Context
This project started from a Jane Street-style puzzle: a residual network had been broken into dozens of saved layer fragments, and the objective was to reconstruct the original model using only the pieces and a historical dataset.
The interesting part was that this was not a normal training problem. The model already existed. The challenge was to recover its architecture and exact ordering from indirect signals.
What I built
I built a full reconstruction pipeline around three main steps.

A pairing view that helped narrow down which fragments belonged together before searching for the final order.
- Classify the fragments into input layers, output layers, and the final layer using tensor shapes.
- Infer input/output pairings by scoring every candidate match with several heuristics.
- Search for the block order using both greedy placement and a faster simulated annealing variant with cached intermediate states.
The pairing stage combined several signals instead of relying on only one metric. I used norms, trace-like statistics, activation behavior, dead-neuron alignment, and residual-structure heuristics, then solved the final one-to-one assignment with the Hungarian algorithm.
Result
The final solution recovered the exact model permutation. In practice, the reconstructed network behaved like the original instead of merely approximating it.

One of the ordering diagnostics used to compare search behavior and converge on the final arrangement.
Why I like this project
I like this one because it combines model understanding, search, and practical experimentation. It was not enough to throw one optimization method at the problem. The project needed a sequence of informed heuristics, diagnostics, and iterative refinement.
Why this approach worked
What made the project work was breaking the puzzle into stages with the right feedback loop at each step. Pairing quality had to be good before ordering quality could matter, and the visual diagnostics made it much easier to tell which heuristics were genuinely useful.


◆ Problem description ◆
Print, word for word, the line containing "Locate an element on the screen. The" and all lines beneath it to the end of the entries below. Pictures do not belong in the copy.

::: Data records :::

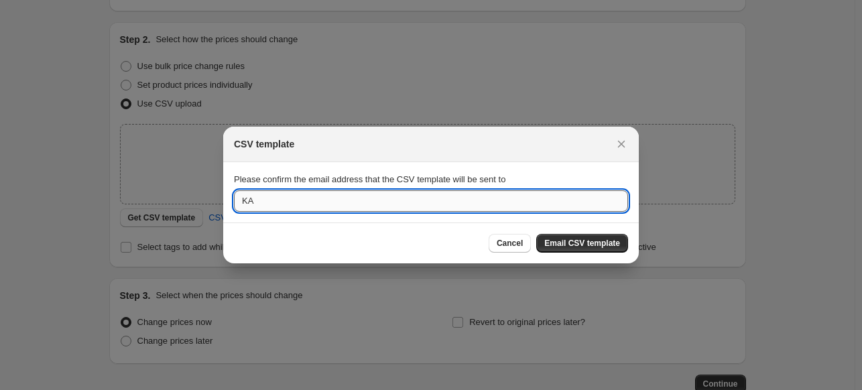 The image size is (862, 390). Describe the element at coordinates (582, 243) in the screenshot. I see `span: Email CSV template` at that location.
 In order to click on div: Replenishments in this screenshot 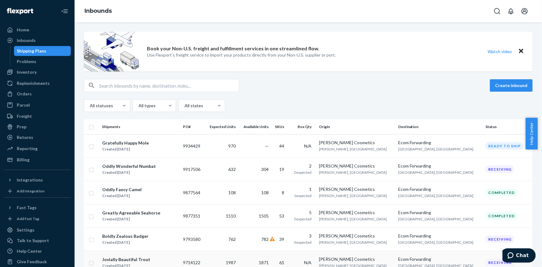, I will do `click(33, 83)`.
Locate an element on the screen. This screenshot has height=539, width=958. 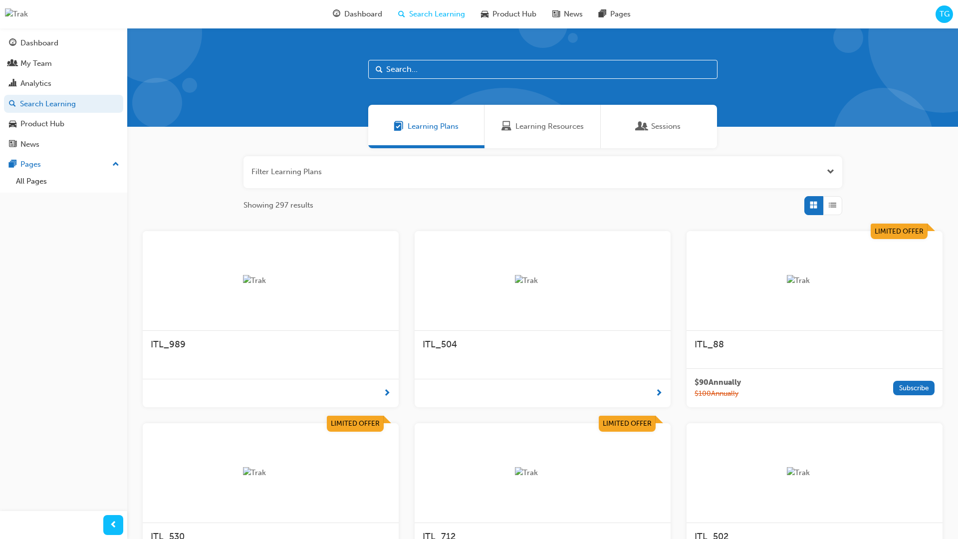
div: Pages is located at coordinates (30, 164).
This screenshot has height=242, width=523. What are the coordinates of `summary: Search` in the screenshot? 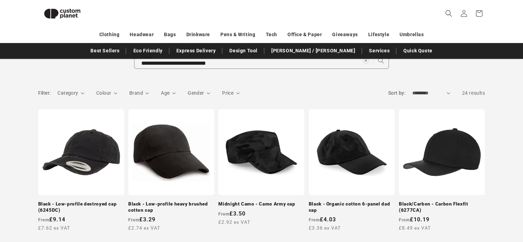 It's located at (449, 13).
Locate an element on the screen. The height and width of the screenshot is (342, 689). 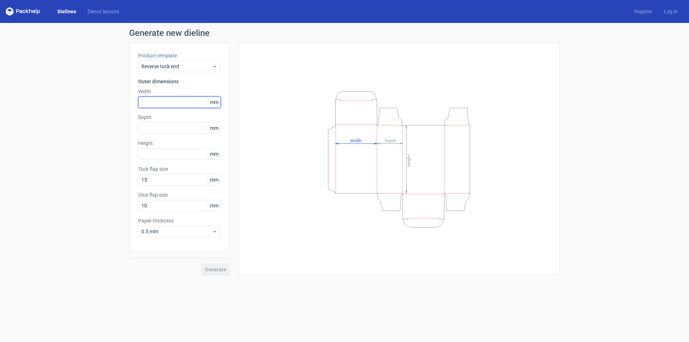
label: Tuck flap size is located at coordinates (179, 169).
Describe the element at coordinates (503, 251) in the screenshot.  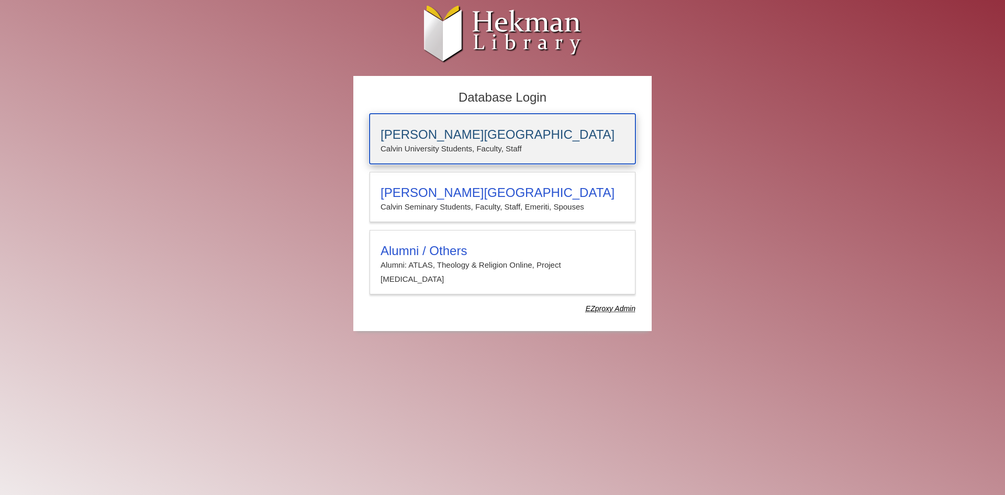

:::

◆ Answer for the task ◆
Locate an element on the screen. The height and width of the screenshot is (342, 689). 
label: Tuck flap size is located at coordinates (179, 169).
Describe the element at coordinates (503, 251) in the screenshot.  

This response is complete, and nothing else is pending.